SPINE

Saturday, April 6, 2013

In praise of beautiful women

Male writers have traditionally praised female beauty and some of the paean have reverberated through time.

In Shakespeare's play, Antony and Cleopatra, one of Julius Caesar's Roman courtiers Enobarbus says this while beholding Cleopatra aboard her barge:
Age cannot wither her, nor custom stale her infinite variety
other women cloy
The appetites they feed: but she makes hungry
Where most she satisfies; for vilest things
Become themselves in her: that the holy priests
Bless her when she is riggish.
In Christopher Marlowe's Dr. Faustus, the eponymous hero can't take his eyes off Helen, when he sees her conjured up face:
Was this the face that launch'd a thousand ships
And burnt the topless towers of Ilium?
Sweet Helen, make me immortal with a kiss.
From fretting about the face of Helen launching ships, we may have descended (or degenerated) into joking about beautiful female faces launching, or procreating rather, a thousand "cubist" children.

In a New Yorker review of Danny Boyle's new movie, Trance, critic Anthony Lane isn't impressed by the film per se, but is smitten by the beauty of its heroine, Rosario Dawson.

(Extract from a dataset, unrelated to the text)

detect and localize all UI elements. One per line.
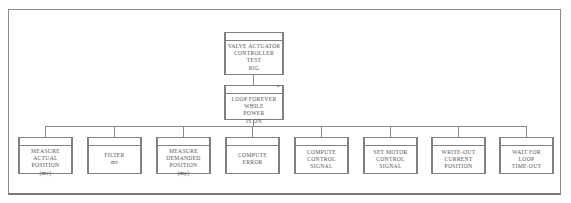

He is, shall we say, hypnotized by the actresses' perfect facial features:
When the Lord God forbade his worshippers to bow down before any graven image, Dawson's face was exactly the kind of thing He had in mind. No other star can boast of such sculptured features [...]
But Lane isn't just praising the present of Ms. Dawson's beauty; he goes on to envision future vessels for that beauty as well:
When [the other pretty face James McAvoy] and Dawson make love, in Trance, one strong bone structure pressed against another, it's like a clash of major religions. What if they had a family? The kids would be practically cubist.